A way you can quantify this is by looking at ad CPMs—how much advertisers are willing to pay for ads on your content.
This is a pretty objective metric for how much “influence” a creator has over their audience.
Podcasters can charge much more per view than longform Youtubers, and longform Youtubers can charge much more than shortform and so on.
This is actually understating it. It’s incredibly hard for shortform only creators to make money with ads or sponsors.
There is clearly still diminishing returns per viewer minute, but the curve is not that steep.
Another question is not just what happens when the viewer is watching your content, but what happens after. The important part is not awareness but what people actually do as a result of that awareness.
Top of the funnel content like shortform is still probably useful, but I decided against doing it because short form creators famously have very little ability to influence their audience. They can’t really get them to buy products, or join discords, let alone join a protest.
But podcasters and longform Youtubers certainly can, as evidenced by a large chunk of people in AI safety citing Rob Miles as their entry point.
Longform CPMs for YouTube’s ad platform are roughly $3-10 for every 1,000 views.
I don’t really understand the CPM scaling between the length of videos. On my longest video of 40 minutes, I made roughly $7 per 1000 views. On my shortest video of 10 minutes, I made $4 per 1000 views. But that is just because Youtube shows more ads in that time. However, I’m not entirely sure how many ads they display per viewer per minute. I’m pretty sure the longer your content is the less ads they show per minute.
Sponsorships are usually 5-10x the ad CPM. So if you have a video that gets a million views, you could expect to make anywhere between $30-70k (but with wide error bars).
Shortform views are worth roughly 10-100x less on both ads and sponsorships.

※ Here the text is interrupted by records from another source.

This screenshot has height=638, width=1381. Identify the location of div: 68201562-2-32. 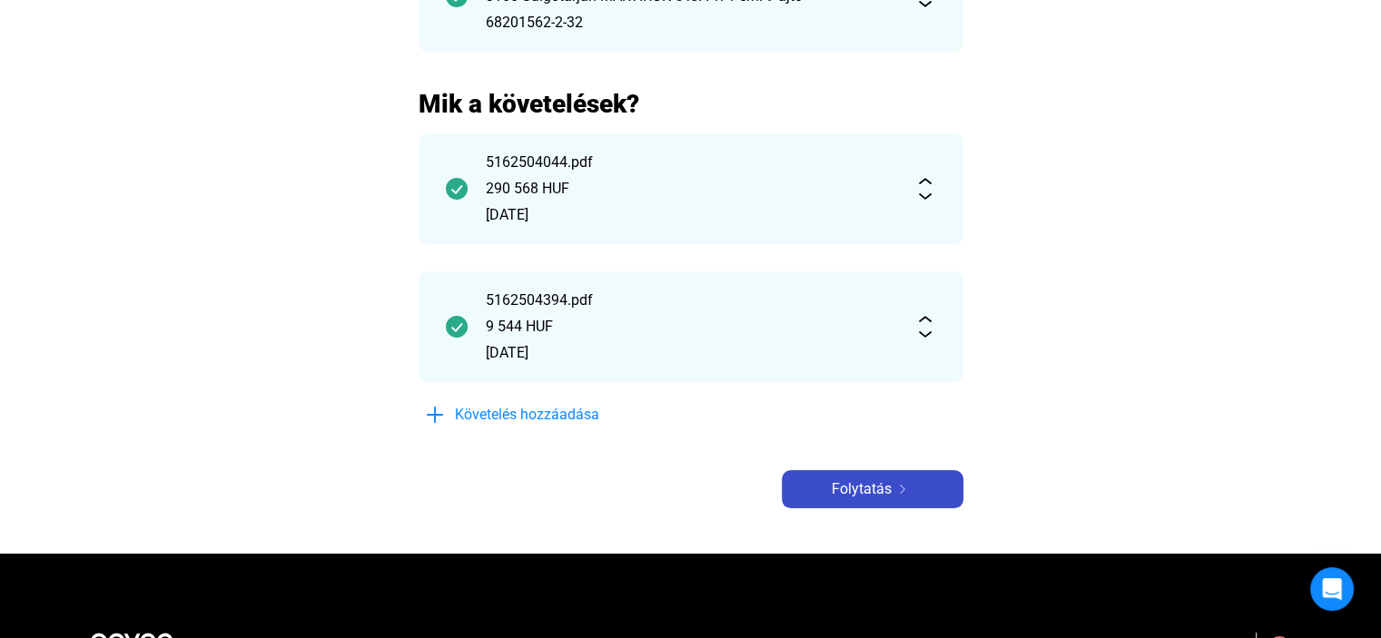
(691, 23).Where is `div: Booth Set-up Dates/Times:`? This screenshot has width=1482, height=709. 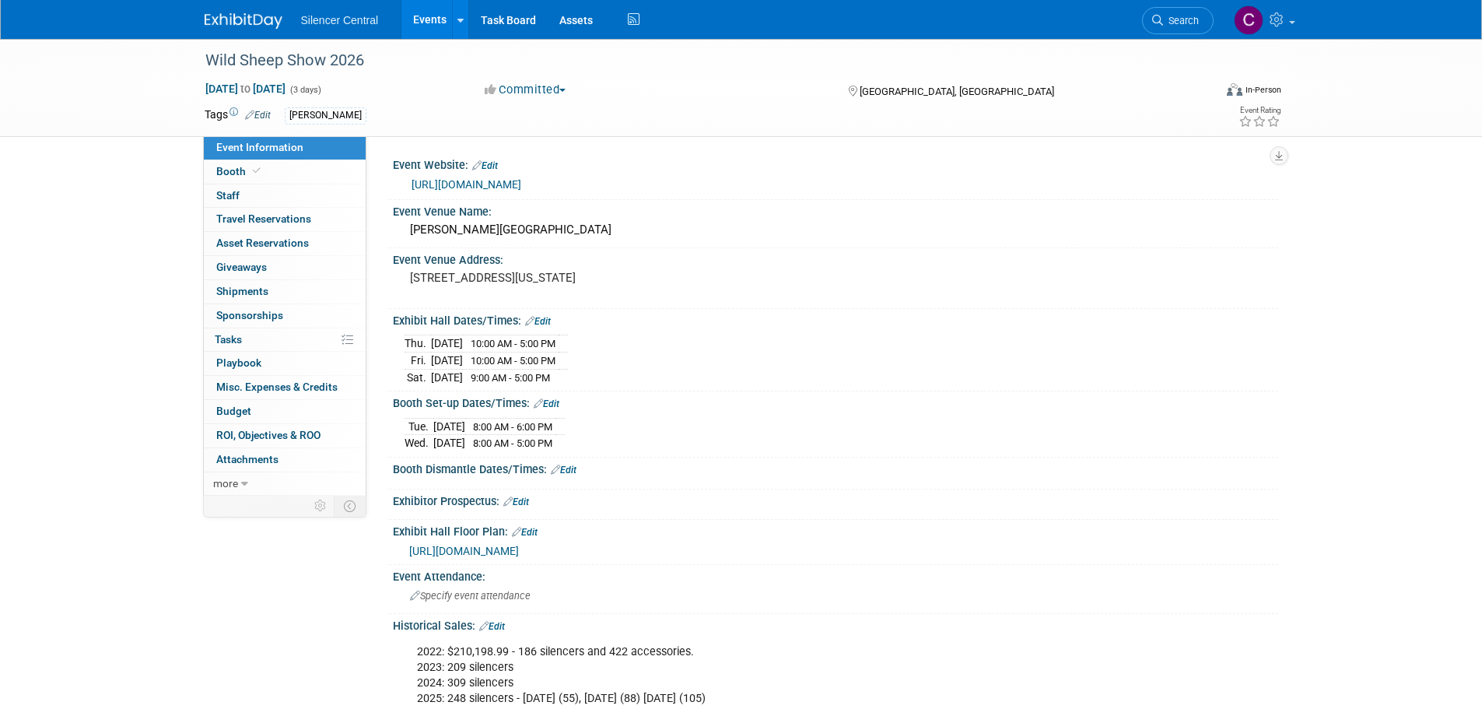 div: Booth Set-up Dates/Times: is located at coordinates (835, 401).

It sounds pretty reasonable to me that a sponsorship on a longform video with 1 million views would convert more sales than a sponsorship on a shortform video with 100 million views.

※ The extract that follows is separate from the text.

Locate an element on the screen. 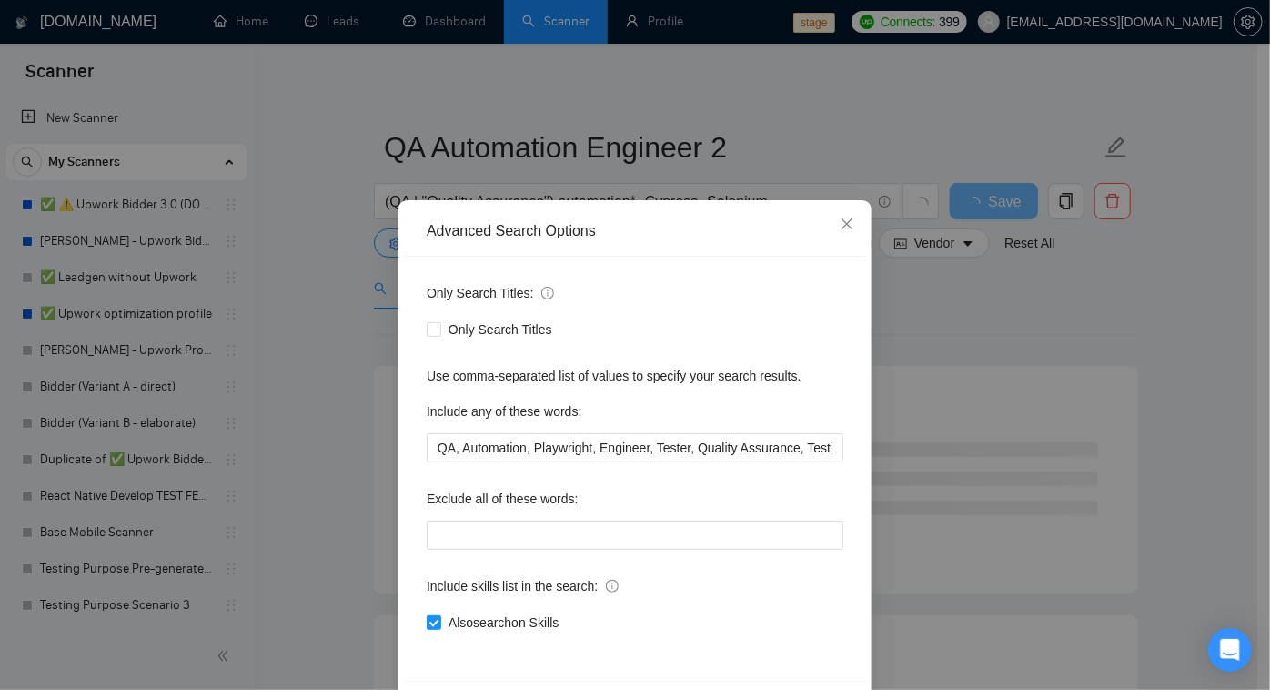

Which is why you typically see almost every shortform creator struggling to break into longform, whereas longform creators can pretty easily make shorts without too much difficulty.
CPM is something I thought quite a bit about for audience quality. Someone like Dwarkesh Patel has a very high audience quality. Many billionaires, talented college kids, etc., watch. As expected, he gets to charge a ton for ad sponsorships.
A way you can quantify this is by looking at ad CPMs—how much advertisers are willing to pay for ads on your content.
This is a pretty objective metric for how much “influence” a creator has over their audience.
Podcasters can charge much more per view than longform Youtubers, and longform Youtubers can charge much more than shortform and so on.
This is actually understating it. It’s incredibly hard for shortform only creators to make money with ads or sponsors.
There is clearly still diminishing returns per viewer minute, but the curve is not that steep.
Another question is not just what happens when the viewer is watching your content, but what happens after. The important part is not awareness but what people actually do as a result of that awareness.
Top of the funnel content like shortform is still probably useful, but I decided against doing it because short form creators famously have very little ability to influence their audience. They can’t really get them to buy products, or join discords, let alone join a protest.
But podcasters and longform Youtubers certainly can, as evidenced by a large chunk of people in AI safety citing Rob Miles as their entry point.
Do you know what this looks like, roughly, on a per-minute basis?
Longform CPMs for YouTube’s ad platform are roughly $3-10 for every 1,000 views.
I don’t really understand the CPM scaling between the length of videos. On my longest video of 40 minutes, I made roughly $7 per 1000 views. On my shortest video of 10 minutes, I made $4 per 1000 views. But that is just because Youtube shows more ads in that time. However, I’m not entirely sure how many ads they display per viewer per minute. I’m pretty sure the longer your content is the less ads they show per minute.
Sponsorships are usually 5-10x the ad CPM. So if you have a video that gets a million views, you could expect to make anywhere between $30-70k (but with wide error bars).
Shortform views are worth roughly 10-100x less on both ads and sponsorships.
It sounds pretty reasonable to me that a sponsorship on a longform video with 1 million views would convert more sales than a sponsorship on a shortform video with 100 million views.
Which is why you typically see almost every shortform creator struggling to break into longform, whereas longform creators can pretty easily make shorts without too much difficulty.
CPM is something I thought quite a bit about for audience quality. Someone like Dwarkesh Patel has a very high audience quality. Many billionaires, talented college kids, etc., watch. As expected, he gets to charge a ton for ad sponsorships.